Pure arithmetic on the numbers you enter. No regional pricing is assumed. Use it to sanity-check a bid before you send it.
Markup vs margin, and why it costs you money
Underpricing is the quiet killer in the trades, and most of it comes from one mix-up: treating markup and margin as the same thing. They are not. This calculator takes your real costs, lets you target either one, and shows the price to charge, the profit in dollars, your true margin, your true markup, and the break-even floor, all on one screen.
The two are not the same
Markup is profit measured against your cost. Margin is profit measured against your price. Same dollar of profit, two different denominators, so the percentages never match (except at zero).
Markup % = profit ÷ total cost
Margin % = profit ÷ price
Worked example on a job that costs $100:
- Add a 50% markup: price is $100 × 1.50 = $150. Profit is $50, but that is only a 33.3% margin ($50 ÷ $150).
- Want a 50% margin instead: price is $100 ÷ (1 − 0.50) = $200. Profit is $100, which is a 100% markup.
Charge a 50% markup thinking it is a 50% margin and you leave $50 on the table on a $100 job. Scale that across a year of work and it is real money.
How the price is calculated
First we add up your direct costs (material + labor + other). Then we layer in overhead and your target.
With a target margin and flat overhead:
Price = (direct costs + overhead) ÷ (1 − margin)
With a target markup and flat overhead:
Price = (direct costs + overhead) × (1 + markup)
When overhead is a percent of price, overhead and price depend on each other, so the tool solves them together (for a margin target, Price = direct costs ÷ (1 − overhead% − margin)). You always get a price that actually delivers the target you set.
Break-even is your floor
Break-even price is direct costs + overhead with zero profit. It is the number you cannot go below without losing money on the job. Knowing it before you negotiate keeps you from "buying" work that quietly costs you to do.
Pro tips
- Price from a target margin, not a markup. Margin is the number that actually shows up in your bank account per dollar billed.
- Always include overhead. Rent, trucks, insurance, software, and admin time are real costs even when they are not on the job ticket.
- Put "other direct costs" to work: permits, equipment rentals, dump fees, and subcontractors all belong here, not buried in labor.
- If a customer wants a discount, check it against your break-even first so you never cut into your own pocket.
- Be consistent. Pick margin or markup as your standard so every estimate is comparable.
How this compares to the paid tools
Real job costing is usually locked behind a subscription. Jobber gates margin tracking in its Grow plan (around $149 a month and up), and Buildertrend and Housecall Pro bundle it into higher tiers too. The free markup calculators those companies publish are deliberately bare, one box in and one number out. This tool puts markup, margin, overhead, break-even, and the target price together on one screen, for free, with no signup.
Frequently asked questions
What is the difference between markup and margin?
Markup is profit measured against your cost, while margin is profit measured against your price. A 50% markup on a 100 dollar cost gives a 150 dollar price, but that is only a 33.3% margin. They describe the same dollar of profit from two different angles, so they are never equal except at zero.
How do I find the price for a target margin?
Divide your total cost by one minus the margin written as a decimal. For a 30% margin on 8,750 dollars of total cost, price equals 8,750 divided by 0.70, which is 12,500 dollars. This calculator does it for you and also handles overhead as a percent of price.
Should overhead be a percent of price or a flat dollar amount?
Either works. A flat dollar amount is simplest for a single job, like adding a fixed allocation for trucks and insurance. A percent of price is common when you spread fixed overhead proportionally across revenue. This tool supports both and recalculates the price correctly for each.
What is break-even price?
Break-even price is the total of your direct costs plus overhead with zero profit. Charge below it and you lose money on the job. This calculator shows your break-even so you always know the floor before you add your margin or markup.
Why do contractors underprice jobs?
Most underpricing comes from confusing markup with margin and from forgetting overhead. Adding a 20% markup feels like a 20% margin, but it is only about 16.7%, and if overhead is not included the real profit can vanish. Pricing from a target margin with overhead built in fixes both mistakes.
Pro version coming soon
Track real margins across every job.
The Pro version tracks actual job costs and margins across all your work with profit dashboards, so you always know what is making money.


- Your objective -
Please give back all the records exactly, but keep the pictures out.

- Excerpted records -
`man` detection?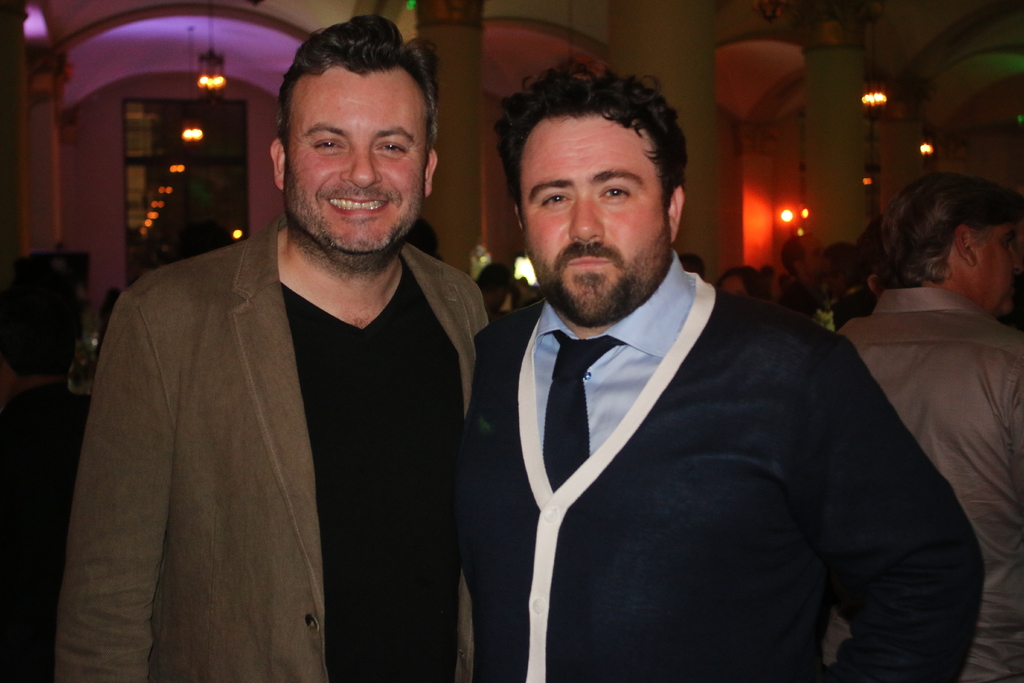
box=[433, 43, 984, 682]
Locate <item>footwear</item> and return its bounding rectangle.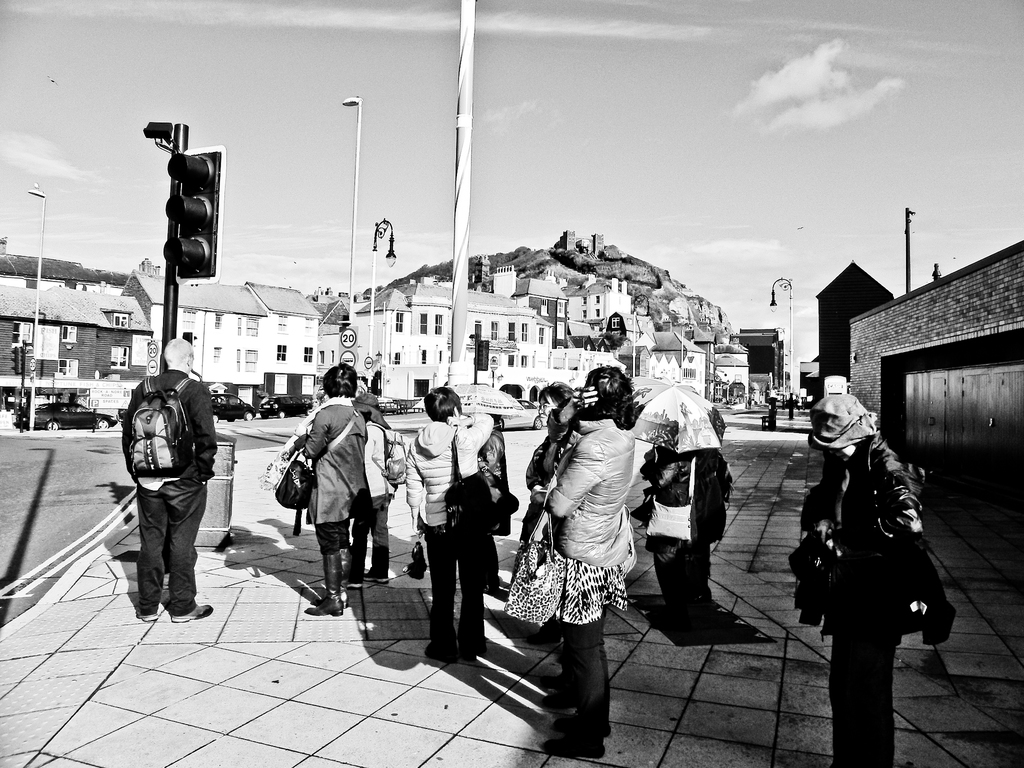
[left=141, top=612, right=159, bottom=628].
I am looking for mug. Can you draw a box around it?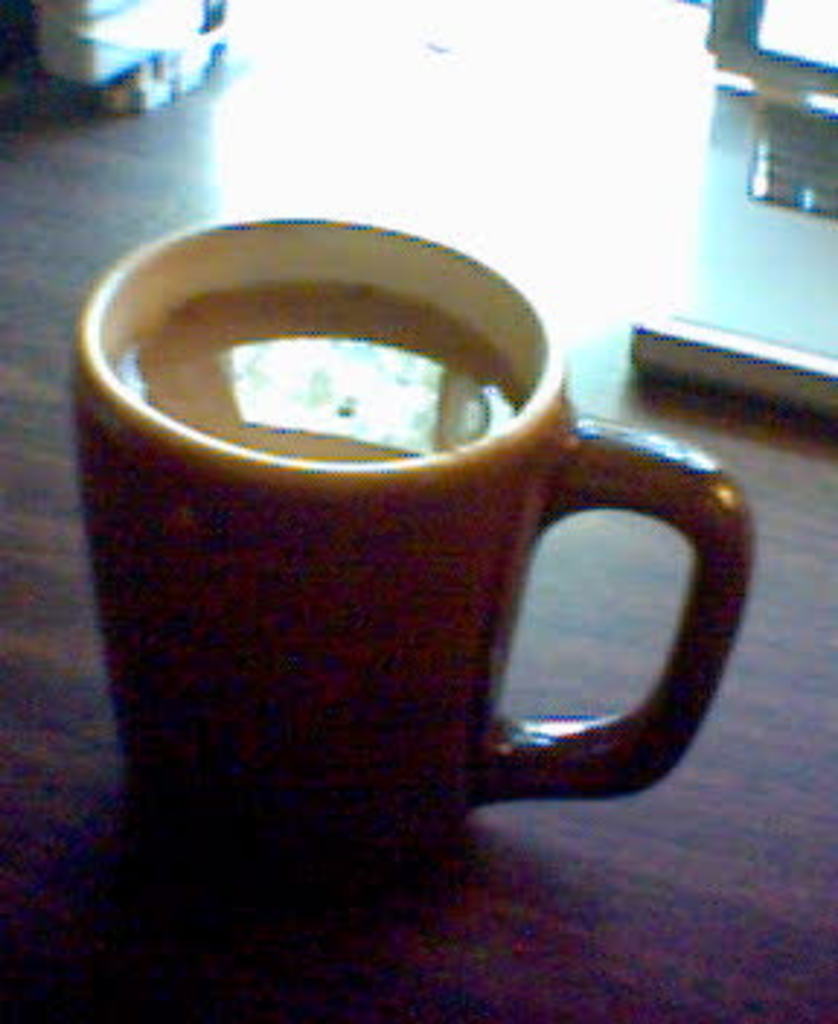
Sure, the bounding box is 73,215,757,876.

- Task solution -
`man` detection?
box=[433, 43, 984, 682]
Locate <item>footwear</item> and return its bounding rectangle.
[left=141, top=612, right=159, bottom=628].
I am looking for mug. Can you draw a box around it?
Sure, the bounding box is 73,215,757,876.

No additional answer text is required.